Three ways the leaf reaches your doorstep.

The plant arrives whole-leaf, then we decide how it gets milled, packed, and shipped.

Powder

Dried leaf, deveined and milled to a fine powder. The standard form across the industry because it preserves the whole-leaf alkaloid profile and stores well. Sold by weight, typically in 28 g, 125 g, 250 g, 500 g, and 1 kg pouches.

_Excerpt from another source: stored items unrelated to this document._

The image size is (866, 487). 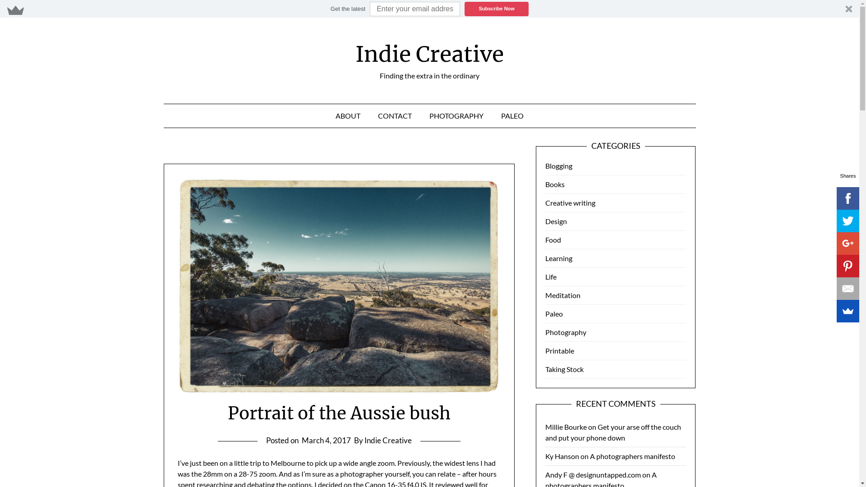 What do you see at coordinates (556, 221) in the screenshot?
I see `Design` at bounding box center [556, 221].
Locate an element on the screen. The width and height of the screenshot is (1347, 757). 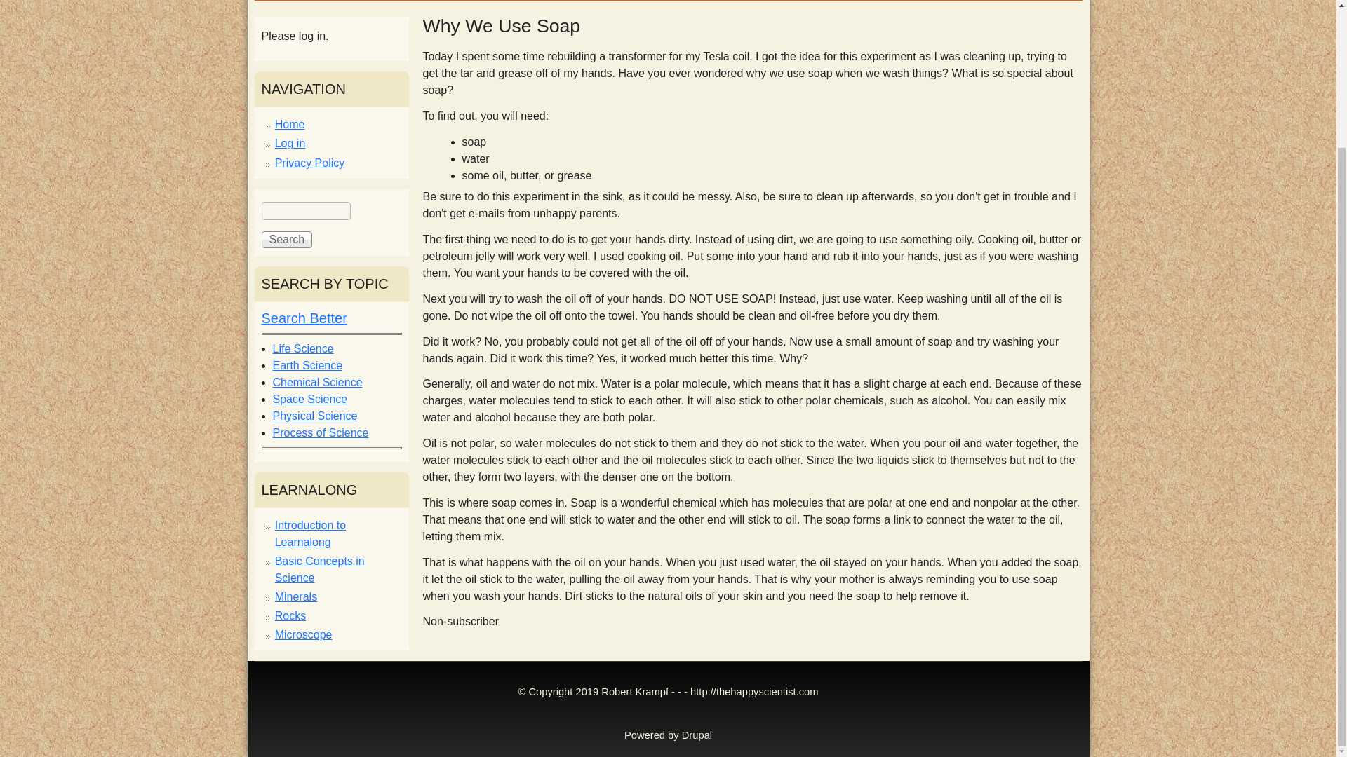
Basic Concepts in Science is located at coordinates (320, 569).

  • Whole-leaf alkaloid profile
  • Long shelf life in sealed bags
  • Measured by weight, not volume

Capsules

The same milled powder packed into standardized vegetable-cellulose capsules. Capsules are pre-measured by the gram and offer consistent portioning. The only difference from loose powder is the vegetable-cellulose shell.

  • Pre-measured portions
  • Vegetable cellulose shell, no gelatin
  • Taste-neutral

Extracts

A concentrated form produced by soaking leaf in food-grade solvent, filtering, and evaporating until only a thick resin or spray-dried powder remains. Extracts are measured in total-alkaloid percent and are much stronger per gram than leaf. Handled and labeled differently for that reason.

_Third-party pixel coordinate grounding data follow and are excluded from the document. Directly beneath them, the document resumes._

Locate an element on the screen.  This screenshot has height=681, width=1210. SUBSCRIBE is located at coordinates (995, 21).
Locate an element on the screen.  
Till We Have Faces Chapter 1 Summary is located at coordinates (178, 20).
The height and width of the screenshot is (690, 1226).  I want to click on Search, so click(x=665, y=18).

  • Concentrated alkaloid content
  • Liquid, resin, or spray-dried
  • Labeled by potency, not weight alone
Quality Markers

What separates good leaf from filler.

If a vendor can't answer these six questions, the pouch is a guess.

01

Third-party testing

Every batch should be tested by an independent ISO 17025-accredited lab for alkaloid content, heavy metals (lead, cadmium, arsenic, mercury), microbials (Salmonella, E. coli, yeast, mold), and pesticides. Ask for the COA by batch number. If there isn't one, there wasn't a test.

02

Sourcing transparency

Quality vendors know the region, the farm, and often the family. "Indonesian" is not sourcing transparency. "Harvested in the Kapuas Hulu regency of West Kalimantan by the family we've worked with since 2019" is.

03

Freshness & harvest date

Kratom is a dried botanical. Alkaloid content degrades gradually over time, especially with light and heat exposure. A fresh batch, stored sealed and cool, will outperform a year-old pouch every time. Look for vendors who date their batches.

04

Milling & cleanliness

Fine, uniform powder means the leaf was properly dried and milled. Stem and vein content should be minimal. Color should be consistent within the vein type. Clumping, gritty textures, or off smells are warning signs.

05

Packaging

Quality leaf ships in sealed, opaque, moisture-barrier pouches with a clear batch number and a matching COA. Clear bags, missing labels, or unsealed packaging all shorten the product's useful life.

06

AKA GMP qualification

The American Kratom Association's Good Manufacturing Practices Standards Program audits vendors against some of the strictest manufacturing requirements in the industry. Participation is voluntary, and qualified vendors represent a small fraction of the market. It is one credential worth checking for, alongside independent ISO 17025 lab testing on every batch.

Key Terms

Glossary. Plain English.

The terms you will see on COAs, strain pages, and third-party forums.

Mitragyna speciosa
The Latin (binomial) name for the kratom tree. A member of the Rubiaceae family.
Alkaloid
A naturally occurring nitrogen-containing plant compound. Kratom contains more than 40 documented alkaloids.
Mitragynine
The most abundant alkaloid in kratom leaf. Typically 60 to 70 percent of total alkaloid content.
7-Hydroxymitragynine
A trace alkaloid, typically present at less than 2 percent of total alkaloids. Often abbreviated 7-OH.
Vein color
Describes the central leaf vein at harvest: white, green, or red. Yellow and gold describe drying or fermentation methods.
Strain
A combination of region, vein color, and processing method. Red Bali, Green Hulu, and White Maeng Da are all strain names.
COA
Certificate of Analysis. The third-party lab report documenting a batch's alkaloid, heavy-metal, and microbial results.
ISO 17025
The international accreditation standard for testing and calibration laboratories. The minimum credential for a credible COA.
AKA GMP
The American Kratom Association's Good Manufacturing Practices Standards Program. A voluntary audit of vendor manufacturing quality.
Kilo / split-kilo
A kilo (1000 g) is the standard wholesale unit. A split-kilo is a kilo divided across four strains of your choice at kilo pricing.